Lev Lvovich Sedov

from Wikipedia, the free encyclopedia

Lev Lwowitsch Sedov ( Russian Лев Львович Седов , scientific transliteration Lev L'vovič Sedov ; German also Leo Sedow ; English and French also Leon Sedov ; *  February 24, 1906 ; †  February 16,  1938 in Paris ) was the eldest son by Leon Trotsky and his second wife Natalia Sedova and a political companion of his father. Like his father later, he was murdered by an employee of the NKVD .

Life

The grave of Lev "Léon" Sedov in the Paris cemetery of Thiais

Sedov was politically very close to his father and tried to convince himself and him with other like-minded people against the accusations and lies of Stalin , e. B. in the Moscow trials to defend.

He became politically active after Lenin's death in 1924, when the hunt against Trotsky began and the Left Opposition was founded. He followed his father - leaving his own family - into exile in Alma-Ata and from there a year later to the Turkish island of Prinkipo near Istanbul.

From February 1931 he lived in Berlin, where he studied at the Technical University in Berlin-Charlottenburg (today Technical University Berlin ) and published the bulletin of the Russian opposition . In the spring of 1933 Sedov fled from the National Socialists to Paris. He lived there - constantly shadowed by the NKVD - until his death on February 16, 1938. He was murdered in a hospital in Paris after an appendectomy.

Publications

  • Red Book on the Moscow Trial. Documents. Editions de Lee, Antwerp 1936; Reprint: isp-Verlag, Frankfurt 1988, ISBN 3-88332-142-7
  • Various articles in the opposition bulletin
  • An article in the book The Stalin School of Falsification by Leon Trotsky

Web links

Commons : Leon Sedov  - collection of pictures, videos and audio files

Individual evidence

  1. Wladislaw Hedeler: Chronicle of the Moscow Show Trials in 1936, 1937 and 1938. Planning, staging and effect. With an essay by Steffen Dietzsch. Akademie-Verlag, Berlin 2003, ISBN 3-05-003869-1 . P. 663.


§ Task item:
Pictures should be left out while the data beneath this task is written out word for word.

§ Data section:
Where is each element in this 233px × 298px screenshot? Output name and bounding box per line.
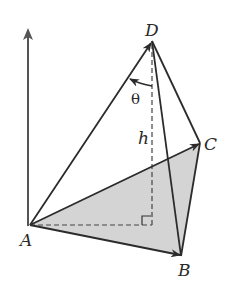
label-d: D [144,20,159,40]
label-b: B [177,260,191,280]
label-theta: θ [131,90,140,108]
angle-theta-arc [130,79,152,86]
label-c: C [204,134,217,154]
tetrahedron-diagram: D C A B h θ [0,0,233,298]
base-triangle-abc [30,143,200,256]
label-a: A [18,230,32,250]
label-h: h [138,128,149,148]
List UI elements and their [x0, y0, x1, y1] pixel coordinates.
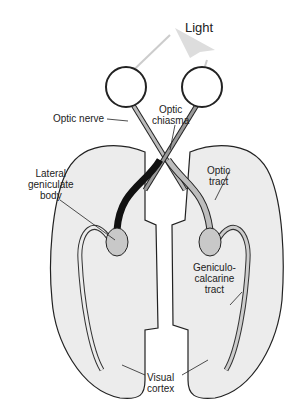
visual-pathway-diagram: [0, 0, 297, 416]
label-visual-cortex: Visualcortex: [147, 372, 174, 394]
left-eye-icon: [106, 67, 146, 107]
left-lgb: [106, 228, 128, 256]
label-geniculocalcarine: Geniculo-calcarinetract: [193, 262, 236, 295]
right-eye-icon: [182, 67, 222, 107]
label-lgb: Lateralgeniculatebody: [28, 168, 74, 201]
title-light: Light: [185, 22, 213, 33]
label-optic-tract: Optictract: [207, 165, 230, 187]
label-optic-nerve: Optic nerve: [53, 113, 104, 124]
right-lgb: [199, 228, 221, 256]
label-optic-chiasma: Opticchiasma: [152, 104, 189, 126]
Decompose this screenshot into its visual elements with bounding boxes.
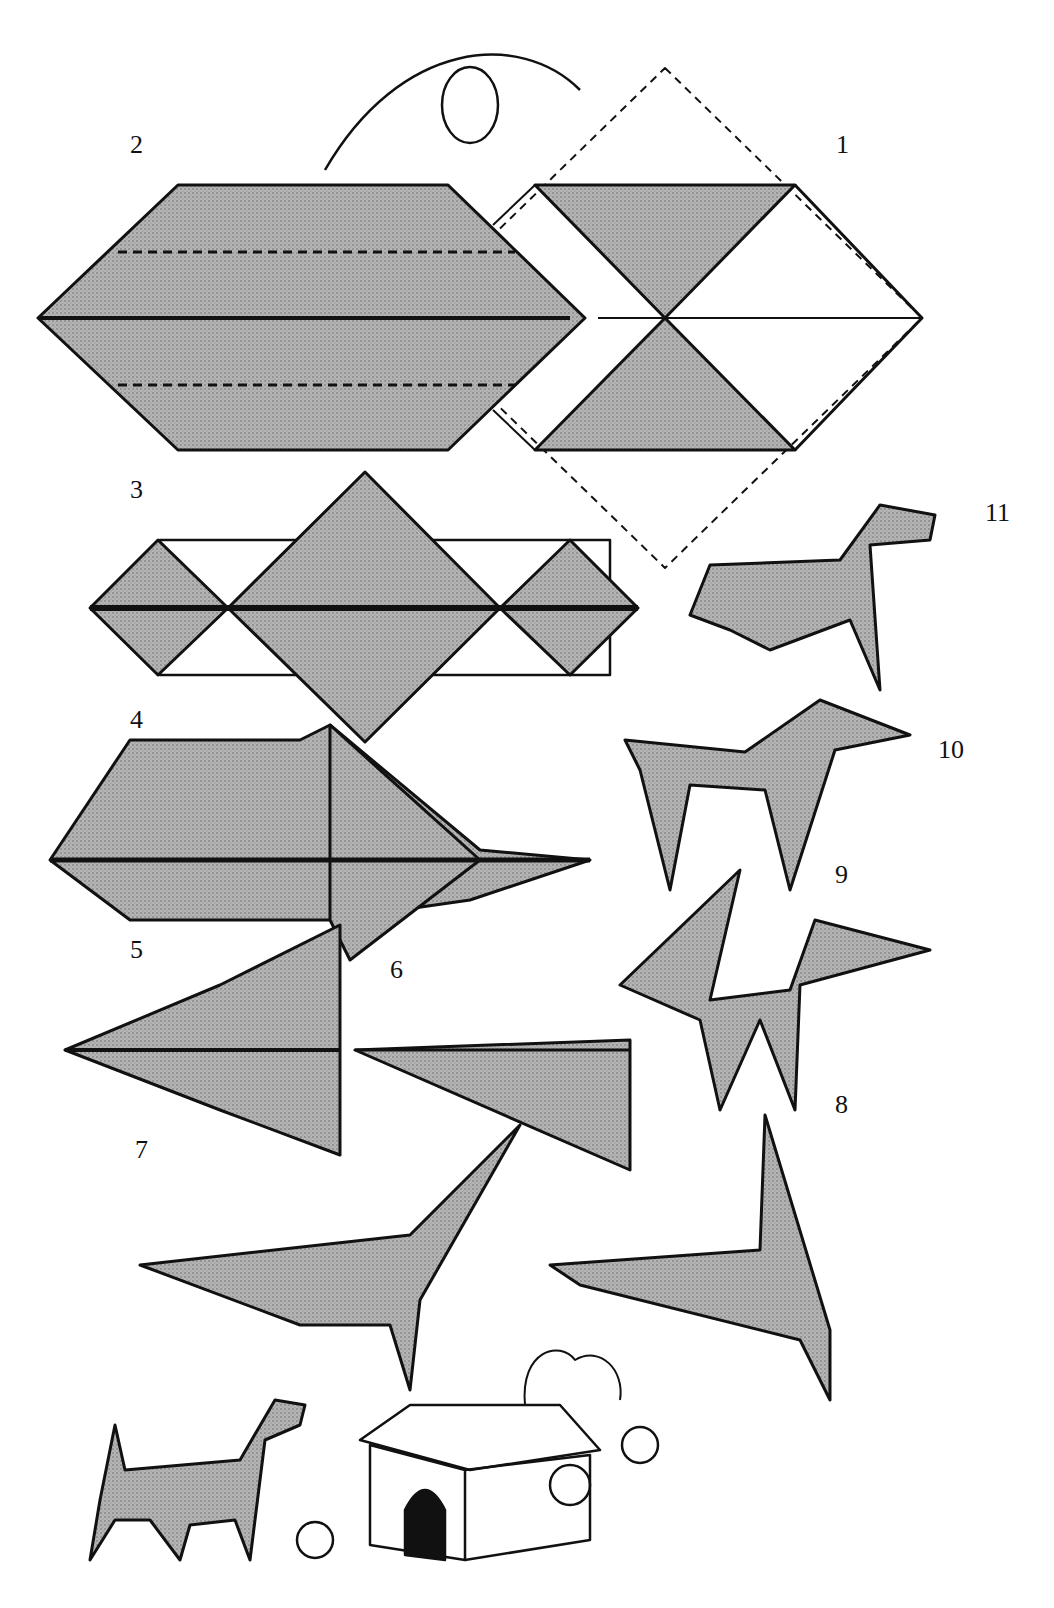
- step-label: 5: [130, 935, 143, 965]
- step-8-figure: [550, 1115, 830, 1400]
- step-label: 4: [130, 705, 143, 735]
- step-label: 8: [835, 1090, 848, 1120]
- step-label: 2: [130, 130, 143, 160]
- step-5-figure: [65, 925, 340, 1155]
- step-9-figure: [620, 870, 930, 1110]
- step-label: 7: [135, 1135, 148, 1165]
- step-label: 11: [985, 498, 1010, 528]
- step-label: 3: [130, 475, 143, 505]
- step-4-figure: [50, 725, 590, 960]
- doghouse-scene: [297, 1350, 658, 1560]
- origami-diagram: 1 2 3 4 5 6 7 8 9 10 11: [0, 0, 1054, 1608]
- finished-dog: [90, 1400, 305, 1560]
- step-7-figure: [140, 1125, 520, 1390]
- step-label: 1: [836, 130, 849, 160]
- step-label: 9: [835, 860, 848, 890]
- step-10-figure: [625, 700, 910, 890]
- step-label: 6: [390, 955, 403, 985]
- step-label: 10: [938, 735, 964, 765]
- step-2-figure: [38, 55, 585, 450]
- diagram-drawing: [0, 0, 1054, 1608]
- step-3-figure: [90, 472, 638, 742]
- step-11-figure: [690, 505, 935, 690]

§ Written answer:
Where is each element in this 233px × 298px screenshot? Output name and bounding box per line.
label-d: D [144,20,159,40]
label-b: B [177,260,191,280]
label-theta: θ [131,90,140,108]
angle-theta-arc [130,79,152,86]
label-c: C [204,134,217,154]
tetrahedron-diagram: D C A B h θ [0,0,233,298]
base-triangle-abc [30,143,200,256]
label-a: A [18,230,32,250]
label-h: h [138,128,149,148]
List UI elements and their [x0, y0, x1, y1] pixel coordinates.
visual-pathway-diagram: [0, 0, 297, 416]
label-visual-cortex: Visualcortex: [147, 372, 174, 394]
left-eye-icon: [106, 67, 146, 107]
left-lgb: [106, 228, 128, 256]
label-geniculocalcarine: Geniculo-calcarinetract: [193, 262, 236, 295]
right-eye-icon: [182, 67, 222, 107]
label-lgb: Lateralgeniculatebody: [28, 168, 74, 201]
title-light: Light: [185, 22, 213, 33]
label-optic-tract: Optictract: [207, 165, 230, 187]
label-optic-nerve: Optic nerve: [53, 113, 104, 124]
right-lgb: [199, 228, 221, 256]
label-optic-chiasma: Opticchiasma: [152, 104, 189, 126]
Decompose this screenshot into its visual elements with bounding boxes.
- step-label: 5: [130, 935, 143, 965]
- step-8-figure: [550, 1115, 830, 1400]
- step-label: 4: [130, 705, 143, 735]
- step-label: 8: [835, 1090, 848, 1120]
- step-label: 2: [130, 130, 143, 160]
- step-5-figure: [65, 925, 340, 1155]
- step-9-figure: [620, 870, 930, 1110]
- step-label: 7: [135, 1135, 148, 1165]
- step-label: 11: [985, 498, 1010, 528]
- step-label: 3: [130, 475, 143, 505]
- step-4-figure: [50, 725, 590, 960]
- doghouse-scene: [297, 1350, 658, 1560]
- origami-diagram: 1 2 3 4 5 6 7 8 9 10 11: [0, 0, 1054, 1608]
- finished-dog: [90, 1400, 305, 1560]
- step-7-figure: [140, 1125, 520, 1390]
- step-label: 1: [836, 130, 849, 160]
- step-label: 9: [835, 860, 848, 890]
- step-10-figure: [625, 700, 910, 890]
- step-label: 6: [390, 955, 403, 985]
- step-label: 10: [938, 735, 964, 765]
- step-2-figure: [38, 55, 585, 450]
- diagram-drawing: [0, 0, 1054, 1608]
- step-3-figure: [90, 472, 638, 742]
- step-11-figure: [690, 505, 935, 690]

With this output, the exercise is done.